Monday

West African slave Onesimus taught America the science of vaccination (Video)

CC™ Historical Fact

In the 18th Century, Boston, which later became part of what is now called the United States of America experienced a deadly small pox epidemic.

The epidemic killed hundreds of people and there seemed to be no medical solution.

An African, known as Onesimus, who was shipped as a slave from Ghana, provided the therapy, by introducing the principle and procedure of inoculation.

According to what he taught his master, the inoculation worked by extracting the juice of small pox, from an infected person and then cutting the skin of an uninfected and putting a drop of the juice.

It worked.

Puritan minister Cotton Mather, who Onesimus told about this African therapy used this knowledge to advocate for inoculation in the population, a practice which eventually spread to other colonies.

According to Wikipedia, Mather's advocacy met resistance from those suspicious of African medicine.

Doctors, ministers, laymen, and Boston city officials argued that the practice of inoculating healthy individuals would spread the disease and that it was immoral to interfere with the working of divine providence.

Mather was also publicly ridiculed for relying on the testimony of a slave.

Nonetheless, a physician, Dr. Zabdiel Boylston, carried out the method Onesimus had described, which involved sticking a needle into a pustule from an infected person's body and scraping the infected needle across a healthy person's skin.

Dr. Boylston first inoculated his 6-year-old son and two of his slaves.

A total of 280 individuals were inoculated during the 1721-22 Boston smallpox epidemic.

The population of 280 inoculated patients experienced only 6 deaths (approx. 2.2 percent), compared to 844 deaths among the 5,889 non-inoculated smallpox patients (approx. 14.3 percent

Boston and London in 1726 and 1722, respectively, performed trials on citizens and, on average, decreased the mortality rate from 17% to 2% of the infected population.

In a 2016 Boston Magazine survey, Onesimus was declared number 52 on a list of the "Best Bostonians of All Time".

Onesimus's name cropped up recently on MSNBC in this Twitter post shared by a certain Osaretin Victor Asemota:

As the world searches for a vaccine to curb Coronavirus and its accompanying COVID-19 disease, let the world remember that an African pioneered a solution for health crisis of this nature ahead of western medicine.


▶ _INSTRUCTIONS TO FOLLOW_: Transcribe only the lines between the first line of the records and the line containing "Image is 439x360 pixels.", inclusive, exactly as written.

▶ _DATA FOR THIS TASK_:
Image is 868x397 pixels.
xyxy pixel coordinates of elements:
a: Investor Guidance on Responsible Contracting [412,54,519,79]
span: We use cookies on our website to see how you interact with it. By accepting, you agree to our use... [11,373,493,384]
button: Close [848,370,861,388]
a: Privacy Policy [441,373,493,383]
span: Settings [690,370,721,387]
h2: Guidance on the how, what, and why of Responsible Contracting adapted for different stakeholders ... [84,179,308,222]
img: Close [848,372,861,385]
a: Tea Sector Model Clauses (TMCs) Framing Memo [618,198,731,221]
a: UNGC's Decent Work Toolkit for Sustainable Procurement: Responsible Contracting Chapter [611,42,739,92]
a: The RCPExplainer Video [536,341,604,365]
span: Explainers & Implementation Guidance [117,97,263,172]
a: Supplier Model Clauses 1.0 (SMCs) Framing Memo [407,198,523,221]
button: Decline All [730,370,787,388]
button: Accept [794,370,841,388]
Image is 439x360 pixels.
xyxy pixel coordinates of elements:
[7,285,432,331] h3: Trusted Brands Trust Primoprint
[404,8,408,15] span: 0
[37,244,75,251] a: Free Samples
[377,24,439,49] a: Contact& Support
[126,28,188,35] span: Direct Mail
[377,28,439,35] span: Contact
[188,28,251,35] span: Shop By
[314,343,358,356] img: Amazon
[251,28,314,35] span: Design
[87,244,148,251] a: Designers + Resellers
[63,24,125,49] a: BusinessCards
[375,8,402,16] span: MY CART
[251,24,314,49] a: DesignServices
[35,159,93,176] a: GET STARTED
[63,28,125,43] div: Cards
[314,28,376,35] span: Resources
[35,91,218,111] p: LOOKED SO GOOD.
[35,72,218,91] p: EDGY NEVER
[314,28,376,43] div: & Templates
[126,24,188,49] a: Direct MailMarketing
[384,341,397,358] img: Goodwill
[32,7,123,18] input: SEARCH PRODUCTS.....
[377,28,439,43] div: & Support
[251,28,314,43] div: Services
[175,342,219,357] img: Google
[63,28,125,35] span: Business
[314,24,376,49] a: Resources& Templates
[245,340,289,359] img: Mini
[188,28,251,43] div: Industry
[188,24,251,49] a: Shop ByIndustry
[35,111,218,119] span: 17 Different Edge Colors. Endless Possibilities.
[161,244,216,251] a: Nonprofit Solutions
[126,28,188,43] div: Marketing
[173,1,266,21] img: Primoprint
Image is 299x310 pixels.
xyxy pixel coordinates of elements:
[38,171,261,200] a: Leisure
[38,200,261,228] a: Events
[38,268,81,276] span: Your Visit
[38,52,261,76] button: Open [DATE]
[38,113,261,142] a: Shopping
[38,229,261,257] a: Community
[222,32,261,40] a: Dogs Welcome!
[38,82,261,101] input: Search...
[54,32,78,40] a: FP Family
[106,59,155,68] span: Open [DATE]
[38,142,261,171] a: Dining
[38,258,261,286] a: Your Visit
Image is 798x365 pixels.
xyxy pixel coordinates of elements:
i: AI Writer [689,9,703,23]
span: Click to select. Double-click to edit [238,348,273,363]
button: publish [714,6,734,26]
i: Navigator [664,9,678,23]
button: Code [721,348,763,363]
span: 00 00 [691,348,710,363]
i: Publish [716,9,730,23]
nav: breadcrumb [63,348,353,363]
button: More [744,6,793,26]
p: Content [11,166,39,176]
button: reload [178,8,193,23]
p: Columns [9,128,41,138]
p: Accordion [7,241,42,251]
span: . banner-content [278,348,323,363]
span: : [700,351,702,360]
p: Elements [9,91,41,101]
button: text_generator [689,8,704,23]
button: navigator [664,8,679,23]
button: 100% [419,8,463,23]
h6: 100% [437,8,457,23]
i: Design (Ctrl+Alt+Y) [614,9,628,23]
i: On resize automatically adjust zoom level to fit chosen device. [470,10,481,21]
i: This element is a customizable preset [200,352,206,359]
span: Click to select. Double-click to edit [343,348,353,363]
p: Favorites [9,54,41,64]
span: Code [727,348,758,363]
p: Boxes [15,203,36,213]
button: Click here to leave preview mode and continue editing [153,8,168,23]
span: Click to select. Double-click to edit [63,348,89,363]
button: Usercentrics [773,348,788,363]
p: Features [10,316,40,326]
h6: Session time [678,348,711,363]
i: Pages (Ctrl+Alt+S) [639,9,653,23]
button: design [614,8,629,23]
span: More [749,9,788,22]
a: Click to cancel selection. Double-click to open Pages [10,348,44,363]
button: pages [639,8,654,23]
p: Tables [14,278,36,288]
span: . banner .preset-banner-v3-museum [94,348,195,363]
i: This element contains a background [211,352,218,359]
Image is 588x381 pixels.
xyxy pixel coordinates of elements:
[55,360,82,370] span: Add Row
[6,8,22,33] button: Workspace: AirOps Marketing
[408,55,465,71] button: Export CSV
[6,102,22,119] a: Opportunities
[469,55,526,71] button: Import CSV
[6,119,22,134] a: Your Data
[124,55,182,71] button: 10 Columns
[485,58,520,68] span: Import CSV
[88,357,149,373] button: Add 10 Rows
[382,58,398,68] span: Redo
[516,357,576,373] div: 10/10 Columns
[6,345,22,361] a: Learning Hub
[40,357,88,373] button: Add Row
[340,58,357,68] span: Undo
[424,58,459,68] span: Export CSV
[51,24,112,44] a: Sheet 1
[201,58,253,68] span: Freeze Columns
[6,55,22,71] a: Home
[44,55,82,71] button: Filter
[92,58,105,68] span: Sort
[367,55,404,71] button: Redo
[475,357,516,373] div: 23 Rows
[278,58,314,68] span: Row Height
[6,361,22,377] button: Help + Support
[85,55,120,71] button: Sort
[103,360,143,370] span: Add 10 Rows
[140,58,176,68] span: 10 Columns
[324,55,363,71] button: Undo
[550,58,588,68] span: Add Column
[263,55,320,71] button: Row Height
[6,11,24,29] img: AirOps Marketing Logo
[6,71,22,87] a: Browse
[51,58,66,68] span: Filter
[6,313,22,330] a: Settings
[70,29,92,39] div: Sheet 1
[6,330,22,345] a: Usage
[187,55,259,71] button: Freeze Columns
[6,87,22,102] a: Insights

▶ _REPLY_:
Image is 868x397 pixels.
xyxy pixel coordinates of elements:
a: Investor Guidance on Responsible Contracting [412,54,519,79]
span: We use cookies on our website to see how you interact with it. By accepting, you agree to our use... [11,373,493,384]
button: Close [848,370,861,388]
a: Privacy Policy [441,373,493,383]
span: Settings [690,370,721,387]
h2: Guidance on the how, what, and why of Responsible Contracting adapted for different stakeholders ... [84,179,308,222]
img: Close [848,372,861,385]
a: Tea Sector Model Clauses (TMCs) Framing Memo [618,198,731,221]
a: UNGC's Decent Work Toolkit for Sustainable Procurement: Responsible Contracting Chapter [611,42,739,92]
a: The RCPExplainer Video [536,341,604,365]
span: Explainers & Implementation Guidance [117,97,263,172]
a: Supplier Model Clauses 1.0 (SMCs) Framing Memo [407,198,523,221]
button: Decline All [730,370,787,388]
button: Accept [794,370,841,388]
Image is 439x360 pixels.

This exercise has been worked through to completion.